Ms. Fossum’s writing is distinguished by her capacity for crisp prose and a dispassionate approach to brutal subjects, yet even her Inspector Sejer and Assistant Inspector Skarre are creatures who steep themselves and the reader in constant and clinical sociological analysis of their cases and their lives.
The book is beautifully launched with a description of a Sunday walk by a couple who are an example of what can go wrong with a marriage. The husband, Reinhardt, is a self-obsessed bully and the wife, Kristine, is his victim. It is psychological domination but there is almost no communication between the pair, and he dismisses her longing for a child.
It is the same Sunday walk they have taken for years, punctuated by the same cliched conversation. But this time they find a dead child, a half-naked 8-year-old boy who has been sexually assaulted and left in the woods.
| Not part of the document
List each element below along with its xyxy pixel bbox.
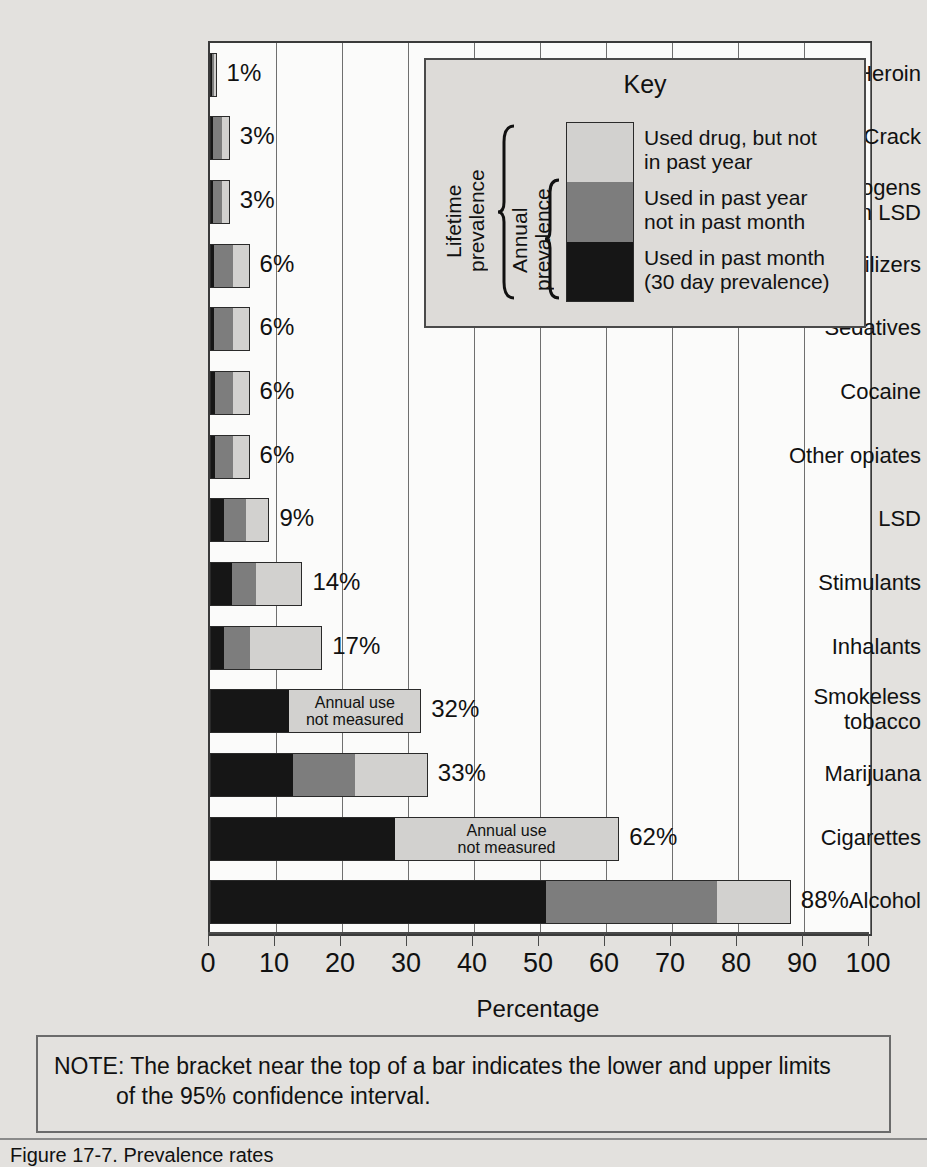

What makes the afternoon even more memorable is that they encounter his killer hurrying away from the scene where he has left the little boy.
Kristine is shocked and horrified but Reinhardt is excited by the dreadful discovery, eager to become part of the investigation, calling the police and even taking photographs of the dead child, despite his wife’s objections. The arrival of Inspector Sejer and Skarre marks the transition into an investigation, but Reinhardt remains obsessed with the event, even inviting friends to his home to recount the dramatic experience.
There is a dramatic inclusion of the thoughts of the killer. Ironically, it was not his sexual assault that killed the little boy, but the child’s asthma and his inability to reach an inhaler. The grim atmosphere of the book is exacerbated by the second death of a child, more chilling because it proves to be the result of the callousness of children.
The pedophile is a sick, sad and warped man, but there is a monstrous aspect to the two boys who let their friend die in misery. The only glimmer of hope in the book is the flight of the unhappy wife, Kristine, who has succeeded in becoming pregnant, and is determined to make a new life for herself and her child. Yet the reader is haunted by her husband’s threat to “beat her to within an inch of her life” if she ever leaves him.
• Muriel Dobbin is a former White House and national political reporter for McClatchy newspapers and the Baltimore Sun.